For the third time the abbé wiped his streaming countenance. He was pitifully moved.
“Of course,” said Barnett, “you found the dormer window broken and your bell-rope cut through? Which proves, doesn’t it, that the thief was someone familiar with this place and with your habits? And after your discovery you were on his track at once?”
“I even yelled ‘Thief!’ which was a mistake on my part, as it was the sort of thing to rouse the neighborhood and create a sensation. And heaven knows,” he said gloomily, “this affair is bound to make a stir for which I shall be blamed by my superiors. Luckily, the only person who heard my shouting was my neighbor, Baron de Gravières. He has lived next door to me for twenty years now, engaged in the personal management of his estate. He absolutely agreed with me that, before notifying the police and lodging a formal complaint, it was advisable to try to recover the stolen property. As he has a car, I asked him to motor to Paris and bring back Inspector Béchoux.”
“And I was on the spot by eight in the morning,” said Béchoux, swelling with pride. “By eleven I had my case.”
“What’s that?” ejaculated Barnett in surprise. “You’ve caught the thief?”
Béchoux pointed pompously to the ceiling, rather in the manner of one indicating the path to paradise.
“He’s up there, locked in the attic, and Baron de Gravières is mounting guard.”
“Fine! A masterpiece of detection! Tell me all, Béchoux, but in tabloid form, since life is brief.”
“A bare statement of facts will suffice,” said the inspector, whose speech could achieve almost telegraphic condensation in the moment of victory: “(a) I found numerous footprints on the damp ground between the church and the vicarage; (b) An examination of said footprints proved that there was only one burglar, who first carried his haul from the vestry some distance away, since he returned to the attack by the vicarage steps; (c) The burglar, having waked Père Dessole, hurriedly retraced his steps, collected his loot and fled along the highroad.
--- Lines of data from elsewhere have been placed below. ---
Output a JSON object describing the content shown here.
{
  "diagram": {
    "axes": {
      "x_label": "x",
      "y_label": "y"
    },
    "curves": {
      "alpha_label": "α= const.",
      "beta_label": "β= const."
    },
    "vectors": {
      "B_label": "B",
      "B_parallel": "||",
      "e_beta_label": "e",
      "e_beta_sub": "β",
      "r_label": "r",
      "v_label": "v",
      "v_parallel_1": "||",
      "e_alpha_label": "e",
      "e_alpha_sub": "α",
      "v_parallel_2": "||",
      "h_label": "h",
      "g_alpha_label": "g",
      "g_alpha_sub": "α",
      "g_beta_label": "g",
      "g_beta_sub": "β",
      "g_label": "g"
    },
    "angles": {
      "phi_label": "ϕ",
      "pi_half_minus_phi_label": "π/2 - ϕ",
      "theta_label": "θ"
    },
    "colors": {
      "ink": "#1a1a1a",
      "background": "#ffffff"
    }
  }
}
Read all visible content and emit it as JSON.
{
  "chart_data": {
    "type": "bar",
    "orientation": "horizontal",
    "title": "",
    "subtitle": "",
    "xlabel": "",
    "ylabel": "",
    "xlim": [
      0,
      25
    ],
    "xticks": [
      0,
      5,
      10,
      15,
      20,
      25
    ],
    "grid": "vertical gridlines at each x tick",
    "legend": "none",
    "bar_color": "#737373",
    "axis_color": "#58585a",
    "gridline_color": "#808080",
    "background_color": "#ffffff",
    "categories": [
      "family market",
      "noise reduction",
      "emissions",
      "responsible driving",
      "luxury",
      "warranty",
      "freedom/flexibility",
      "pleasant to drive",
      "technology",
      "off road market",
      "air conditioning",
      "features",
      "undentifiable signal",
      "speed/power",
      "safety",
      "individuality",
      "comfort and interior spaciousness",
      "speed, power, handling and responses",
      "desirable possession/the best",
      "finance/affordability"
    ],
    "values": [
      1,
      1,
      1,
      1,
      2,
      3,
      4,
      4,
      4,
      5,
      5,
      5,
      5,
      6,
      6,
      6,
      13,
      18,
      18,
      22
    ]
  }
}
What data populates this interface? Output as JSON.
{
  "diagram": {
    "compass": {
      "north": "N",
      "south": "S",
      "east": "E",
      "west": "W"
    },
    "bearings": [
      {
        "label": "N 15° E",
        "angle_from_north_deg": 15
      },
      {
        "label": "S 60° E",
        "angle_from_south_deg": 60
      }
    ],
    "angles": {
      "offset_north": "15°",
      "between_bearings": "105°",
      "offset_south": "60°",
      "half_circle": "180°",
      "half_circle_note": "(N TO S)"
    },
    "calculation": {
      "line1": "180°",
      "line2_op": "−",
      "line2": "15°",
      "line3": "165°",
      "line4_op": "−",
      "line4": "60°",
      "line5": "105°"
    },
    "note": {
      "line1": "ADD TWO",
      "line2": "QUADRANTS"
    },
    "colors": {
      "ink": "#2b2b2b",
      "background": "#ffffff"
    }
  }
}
His tracks vanished near the Hippolyte Inn.”
“Immediately,” interrupted Barnett, “you cross-examined the innkeeper....”
“And the innkeeper,” continued Béchoux, “on my inquiring for a man with a grey hat, a brown overcoat, and two gold teeth, told me at once that the description exactly fitted a certain Monsieur Vernisson. This man, he said, was a traveller in pins, known in Vaneuil as Monsieur Quatre-Mars, because he was in the habit of coming each year on the Fourth of March. The innkeeper told me that he had got in the day before at midday, had stabled his gig, eaten his lunch, and then gone off to call on his customers. I asked when he had got back, and the innkeeper told me about two in the morning, as usual. After that, I ascertained that the man in question had only been gone forty minutes and was driving in the direction of Chantilly.”
“Whereupon,” said Barnett, “you followed in his train?”
“The baron drove me in his car. We soon caught up with friend Vernisson and, though he protested, we forced him to put his gig about and come along with us.”
“Ah, then he maintains his innocence?”
“Scarcely that. But all we can get out of him is ‘Don’t tell my wife!... My wife must never learn of this!’”
“What about the treasure?”
The abbé sighed dolorously and Béchoux’s triumph grew less pronounced.
“It wasn’t in the gig.”
“But you nevertheless find the evidence quite conclusive?”
“Oh, absolutely. Vernisson’s shoes correspond exactly to the footprints in the graveyard. Besides, the curé can swear to having encountered the man there late that afternoon. There can be no doubt at all.”
“Well then,” said Barnett a trifle impatiently, “what’s bothering you? Why call me in?”